Delaware Department of Health and Social Services leaders presented the FY2027 Governor’s Recommended Budget to the Joint Finance Committee on March 18, saying federal policy changes — not local program design — are the largest near‑term budget risk.

“Federal policy changes often push in the opposite direction of our values,” DHSS Secretary Kristen Link Young said, introducing the department’s three priorities: responding to federal requirements, improving service quality and customer experience, and finding structural ways to lower health care costs. The FY27 recommendation totals $5.46 billion for DHSS, including about $1.95 billion in general‑fund resources, roughly $200 million more than the prior year.

Why it matters: Much of the increase — about $128 million of the general‑fund growth — is tied to Medicaid enrollment and higher costs in long‑term services and supports, officials said. Division of Medicaid and Medical Assistance director Drew Wilson told the committee that the growth is concentrated in high‑cost eligibility categories, including people needing intensive long‑term care either in nursing facilities or at home.

Federal changes shifting costs and eligibility: Secretary Link Young walked the committee through three federal developments the department is planning around. First, federal SNAP administrative funding will drop from 50% to 25% of certain costs, a mechanical shift that adds roughly $9 million in state spending. Second, federal rulemaking could create state liability for some SNAP benefit dollars in future federal fiscal years depending on state error rates; Delaware expects no liability in FFY28 but could face exposure in FFY29 if error rates do not fall. Third, recent federal legislation (referred to in testimony as HR 1) requires new work‑reporting and eligibility changes that will force more frequent eligibility checks and the termination of benefits for some groups of lawfully present immigrants.

“Starting this year, we are required to end benefits for groups of lawfully present immigrants,” Link Young said, citing the federal change that will affect refugees and other humanitarian‑status arrivals unless federal guidance or relief is forthcoming.
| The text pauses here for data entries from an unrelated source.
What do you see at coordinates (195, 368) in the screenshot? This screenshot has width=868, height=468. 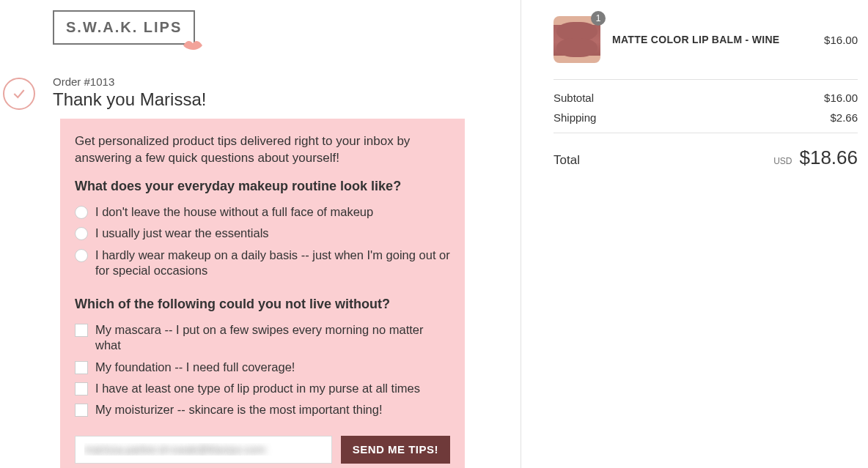 I see `q2-option-label: My foundation -- I need full coverage!` at bounding box center [195, 368].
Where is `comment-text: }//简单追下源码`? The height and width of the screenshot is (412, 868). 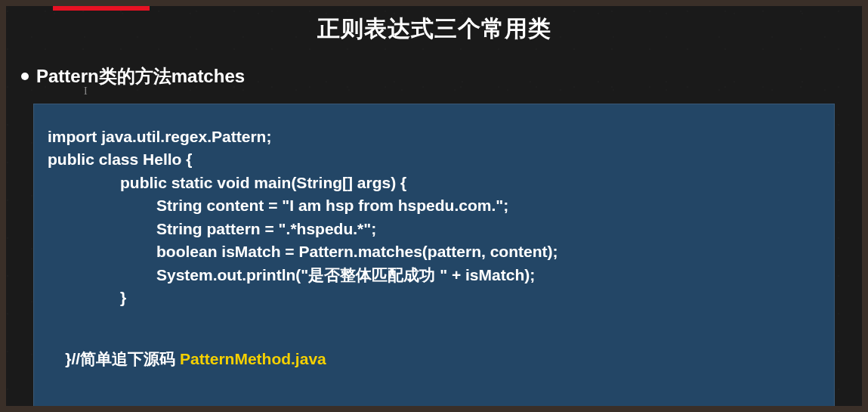 comment-text: }//简单追下源码 is located at coordinates (122, 358).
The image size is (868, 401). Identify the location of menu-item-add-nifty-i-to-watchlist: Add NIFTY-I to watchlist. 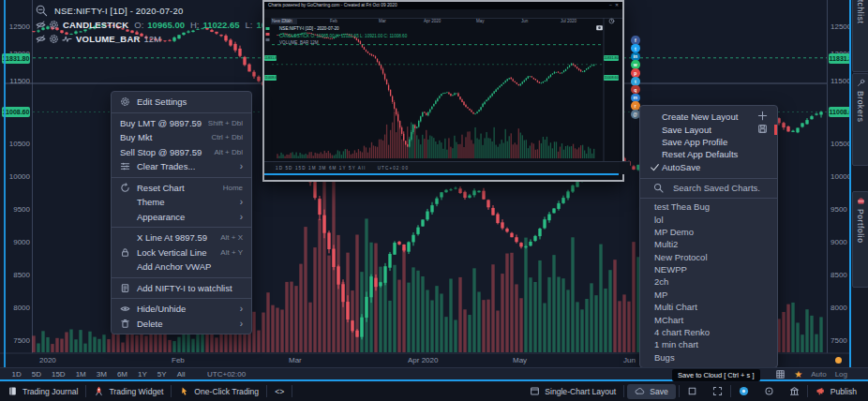
(182, 289).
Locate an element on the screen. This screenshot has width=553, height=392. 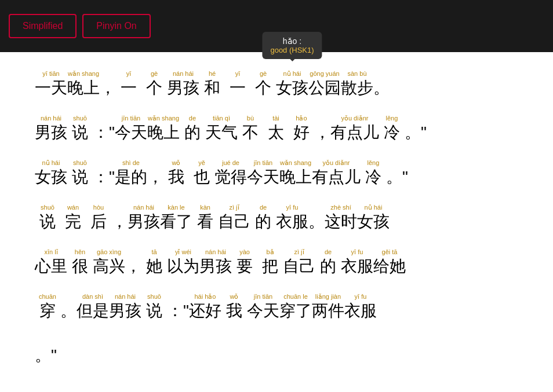
word-unit: sàn bù散步 is located at coordinates (357, 83).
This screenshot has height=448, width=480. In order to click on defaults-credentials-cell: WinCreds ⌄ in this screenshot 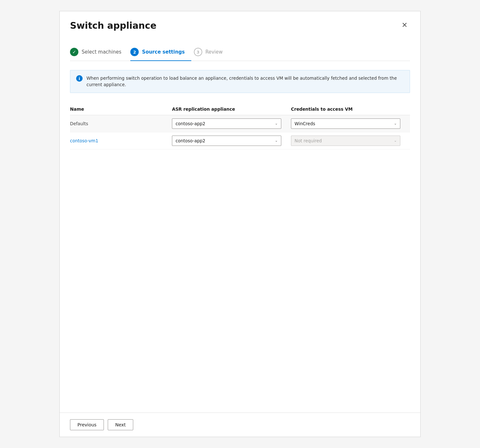, I will do `click(350, 123)`.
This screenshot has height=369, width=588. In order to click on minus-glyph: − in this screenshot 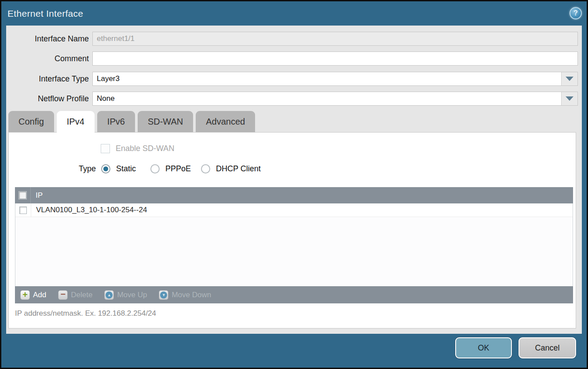, I will do `click(63, 294)`.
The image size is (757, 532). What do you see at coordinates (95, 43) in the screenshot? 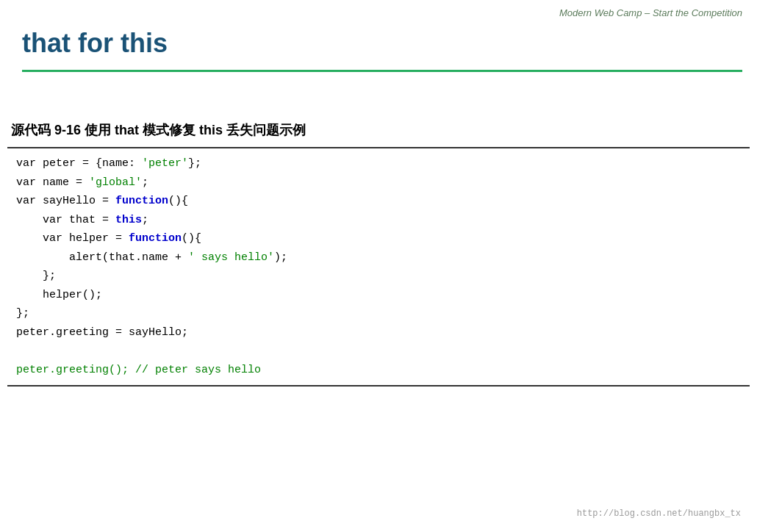
I see `main-title: that for this` at bounding box center [95, 43].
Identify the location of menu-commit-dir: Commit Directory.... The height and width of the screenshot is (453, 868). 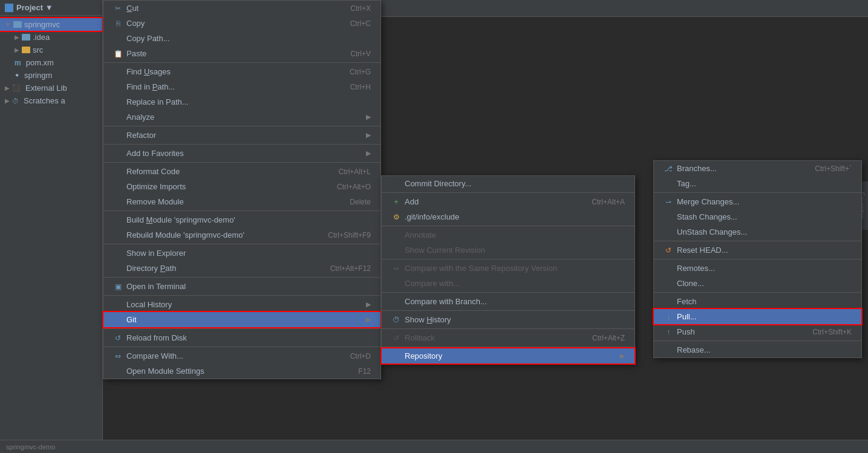
(508, 184).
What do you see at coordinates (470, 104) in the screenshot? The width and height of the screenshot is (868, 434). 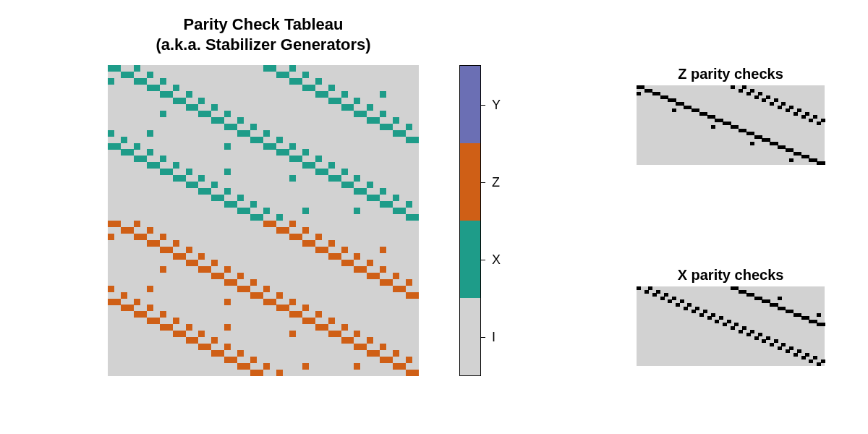 I see `colorbar-segment-y` at bounding box center [470, 104].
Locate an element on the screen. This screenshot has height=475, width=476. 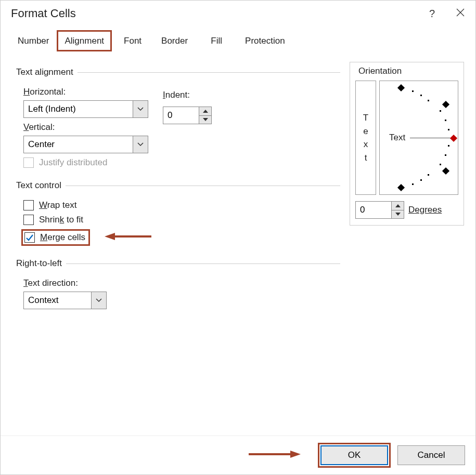
tab-border: Border is located at coordinates (175, 41).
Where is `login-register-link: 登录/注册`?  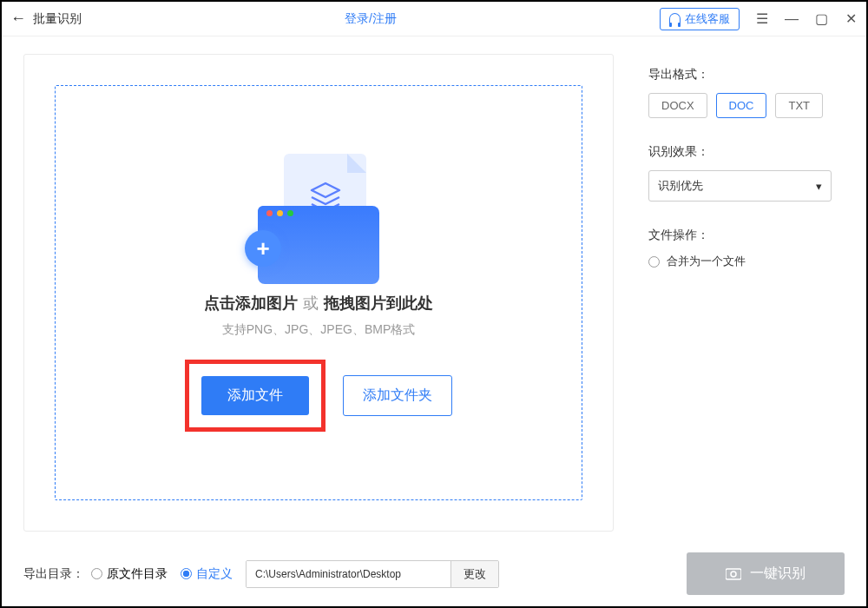
login-register-link: 登录/注册 is located at coordinates (371, 19).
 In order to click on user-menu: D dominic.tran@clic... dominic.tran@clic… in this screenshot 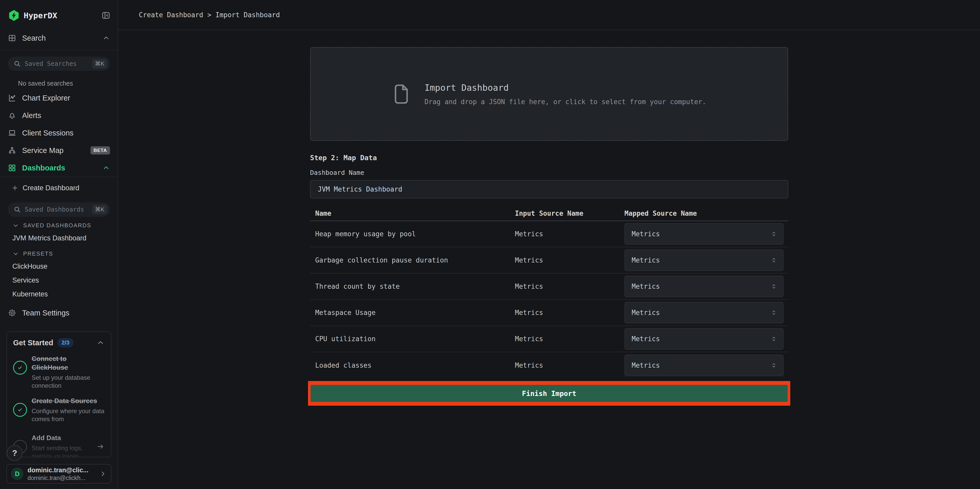, I will do `click(59, 474)`.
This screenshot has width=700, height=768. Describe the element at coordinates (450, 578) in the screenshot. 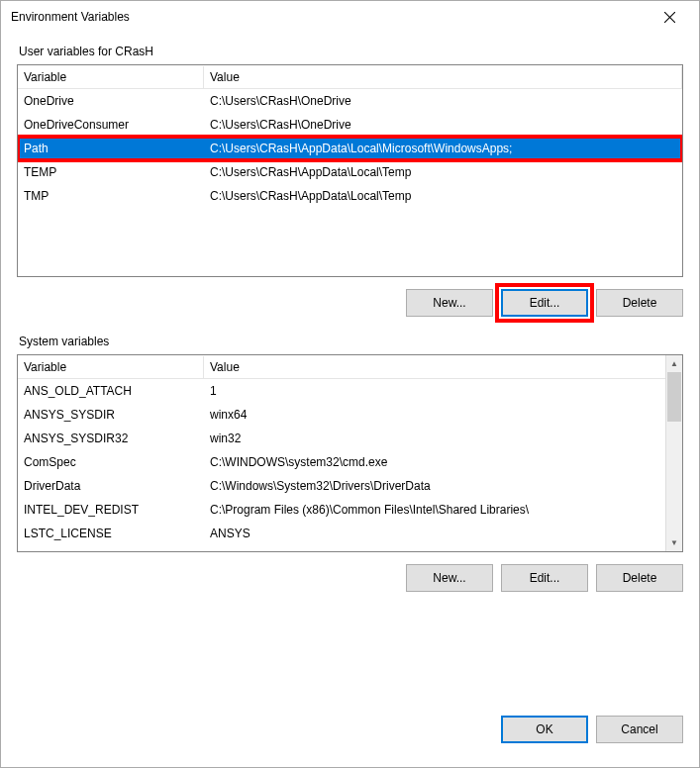

I see `system-new-button: New...` at that location.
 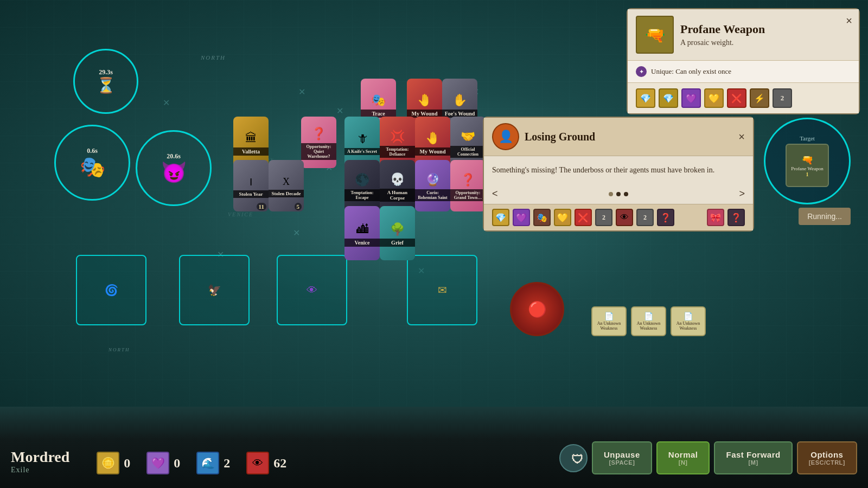 What do you see at coordinates (716, 217) in the screenshot?
I see `event-side-icon-1: 🎀` at bounding box center [716, 217].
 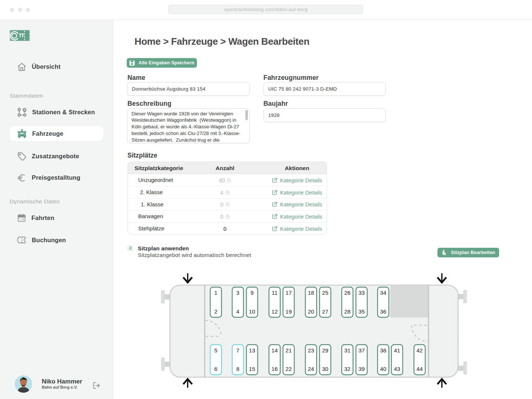 What do you see at coordinates (311, 293) in the screenshot?
I see `svg-text: 18` at bounding box center [311, 293].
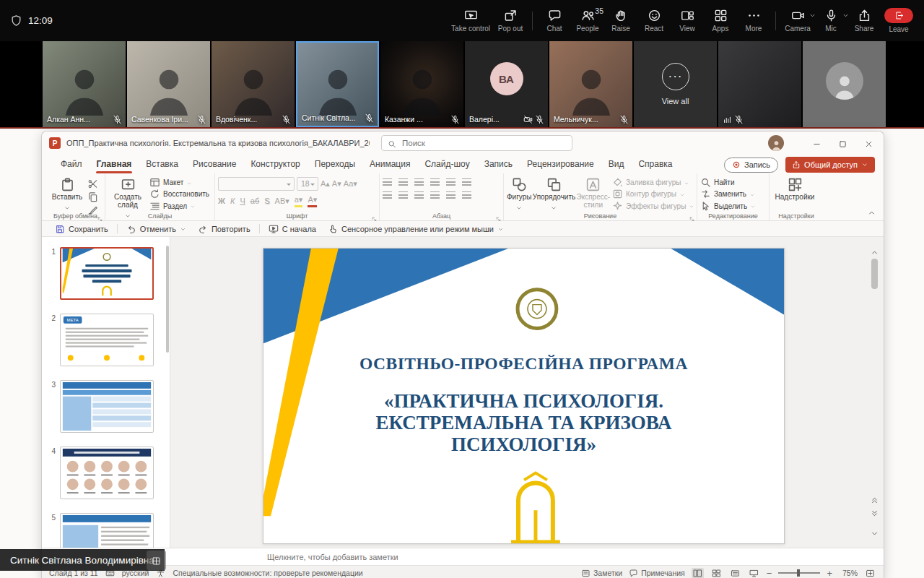  Describe the element at coordinates (463, 556) in the screenshot. I see `notes-pane: Щелкните, чтобы добавить заметки` at that location.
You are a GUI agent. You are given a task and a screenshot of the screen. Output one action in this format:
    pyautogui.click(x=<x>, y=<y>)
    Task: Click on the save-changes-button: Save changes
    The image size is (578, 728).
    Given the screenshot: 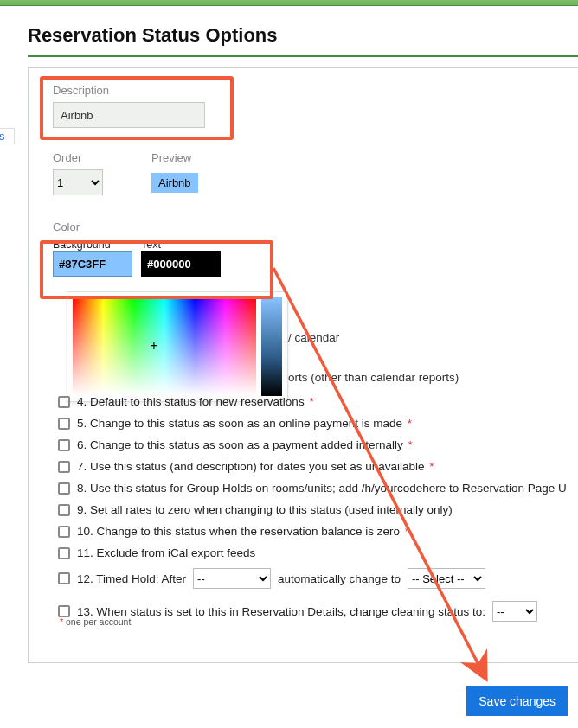 What is the action you would take?
    pyautogui.click(x=517, y=701)
    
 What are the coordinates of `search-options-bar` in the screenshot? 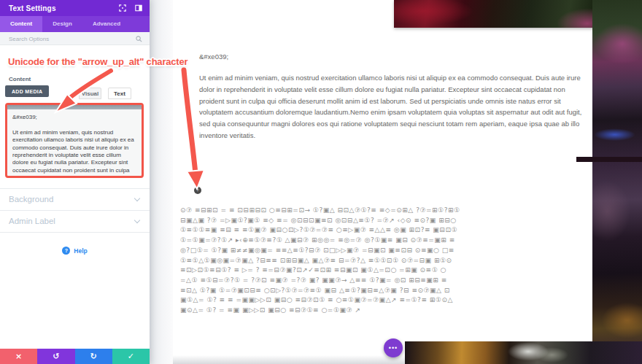 It's located at (74, 39).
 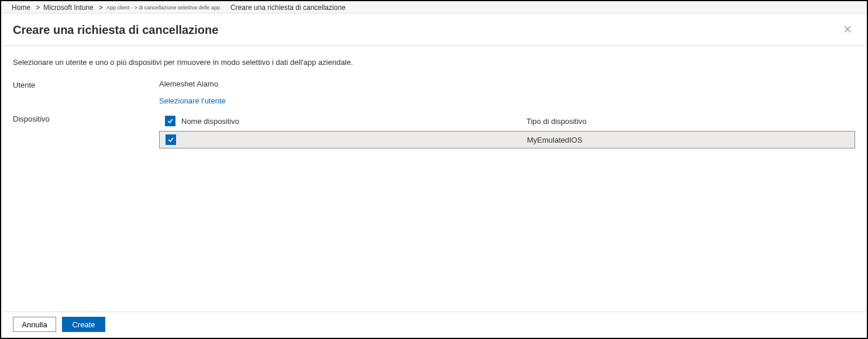 I want to click on create-button: Create, so click(x=84, y=324).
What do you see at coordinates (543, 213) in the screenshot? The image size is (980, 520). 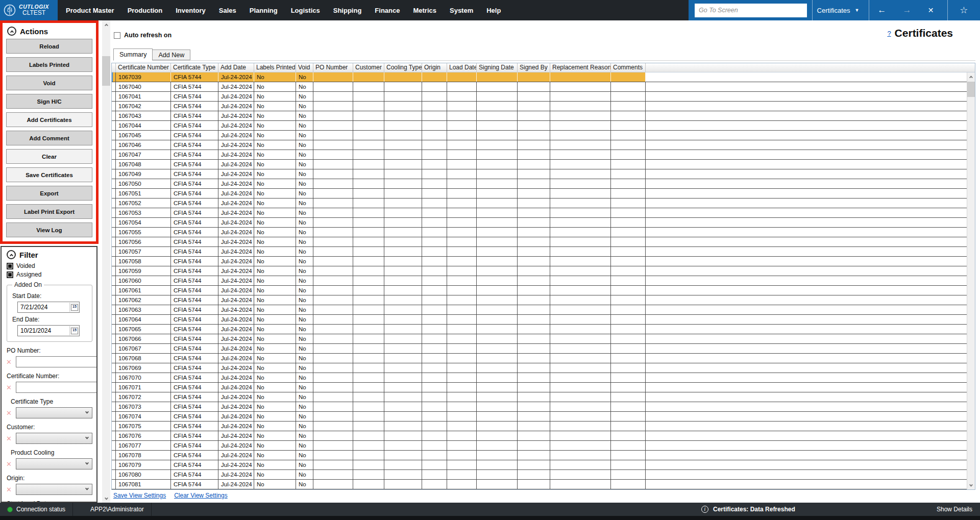 I see `table-row: 1067053CFIA 5744Jul-24-2024NoNo` at bounding box center [543, 213].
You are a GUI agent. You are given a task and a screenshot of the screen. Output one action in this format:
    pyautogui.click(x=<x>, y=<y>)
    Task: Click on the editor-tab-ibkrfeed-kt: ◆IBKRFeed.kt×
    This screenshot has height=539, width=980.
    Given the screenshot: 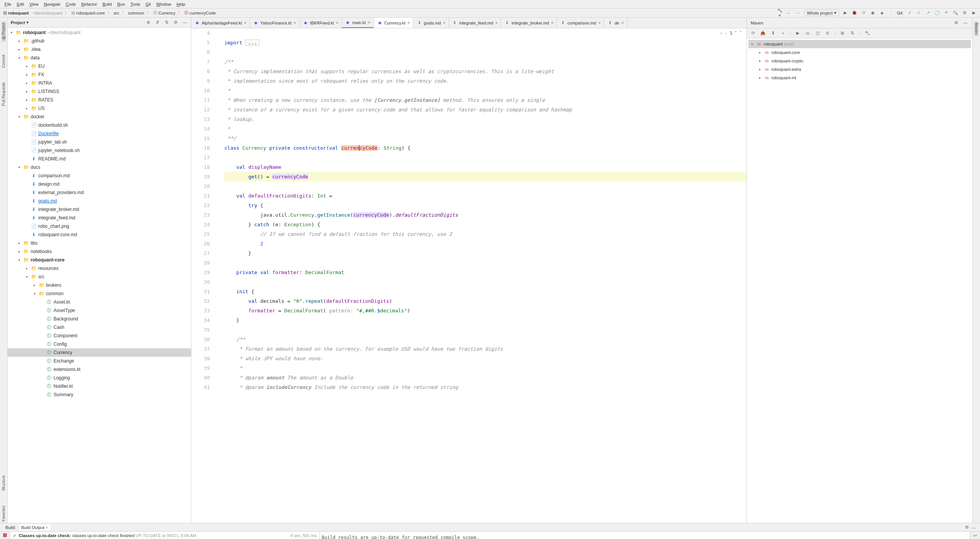 What is the action you would take?
    pyautogui.click(x=321, y=23)
    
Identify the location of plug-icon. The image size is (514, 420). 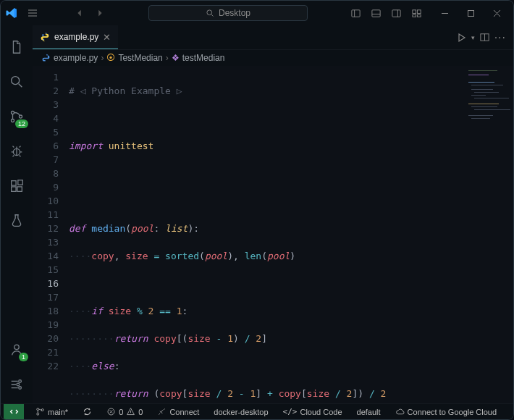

Targeted investments and offsets: The GRB includes targeted rate increases and program investments: annualizing a mental‑health provider rate increase, phase‑in funding tied to the McNesby Act for some developmental‑disability providers (about $11 million in FY27), and a one‑time $2 million lead remediation appropriation. DHSS leaders also described plans to move several programs off tobacco‑settlement funding into general funds as that revenue source wanes.

Health system reforms and grants: Agency leaders said they are pursuing federal partnerships and system reforms to lower total health care spending — for example, applying to a federal program that would allow Delaware to jointly hold hospitals accountable for total spending and exploring value‑based payment pilots (AHEAD/AHEAD‑style models). Drew Wilson described CMS approvals that enabled implementation of a hospital provider tax (SB 13) but cautioned that federal rules and congressional action have introduced uncertainty about the longer‑term design and pace of those revenues.

Public health and program capacity: Division directors told the committee about accomplishments and risks. DPH Director Steven Blessing highlighted a public‑health laboratory expansion (genetic sequencing, wastewater surveillance) and federal grant wins, while Division of Healthcare Quality Director Amanda Levering said survey and complaint work has returned to more timely completion after a backlog. Division directors also warned about grant timing and federal award instability that can create temporary staffing and service gaps.

What’s next: Committee members pressed DHSS for more detail on program‑level numbers and carryover balances; the department committed to provide specific cost estimates and demographic breakdowns (for example, more precise cost estimates for expanding purchase‑of‑care eligibility if federal rules change). DHSS also said it will provide further updates on implementation timelines for HR 1 requirements and on the status of SB 13 in light of changing federal rules.

The committee paused the presentation for member questions and scheduled division‑specific follow‑up and public comment sessions later in the day.